- **What needs to be done**
All that is wanted is a word-for-word copy of the data from its first line to the line containing "The height and", both included.

- **Entries shown**
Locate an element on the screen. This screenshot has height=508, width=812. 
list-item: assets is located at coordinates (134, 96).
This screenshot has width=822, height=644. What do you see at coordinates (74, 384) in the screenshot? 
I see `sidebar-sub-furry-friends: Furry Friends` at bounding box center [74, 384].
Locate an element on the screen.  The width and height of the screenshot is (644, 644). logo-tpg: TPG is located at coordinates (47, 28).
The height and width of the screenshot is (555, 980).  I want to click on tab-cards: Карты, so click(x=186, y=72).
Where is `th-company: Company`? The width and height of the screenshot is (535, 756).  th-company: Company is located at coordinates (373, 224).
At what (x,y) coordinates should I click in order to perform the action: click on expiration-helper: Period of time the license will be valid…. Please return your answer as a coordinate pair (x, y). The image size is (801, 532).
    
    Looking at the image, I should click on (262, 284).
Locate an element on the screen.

- **Response to the task**
Locate an element on the screen. This screenshot has height=508, width=812. 
list-item: assets is located at coordinates (134, 96).
This screenshot has width=822, height=644. What do you see at coordinates (74, 384) in the screenshot? 
I see `sidebar-sub-furry-friends: Furry Friends` at bounding box center [74, 384].
Locate an element on the screen.  The width and height of the screenshot is (644, 644). logo-tpg: TPG is located at coordinates (47, 28).
The height and width of the screenshot is (555, 980).  I want to click on tab-cards: Карты, so click(x=186, y=72).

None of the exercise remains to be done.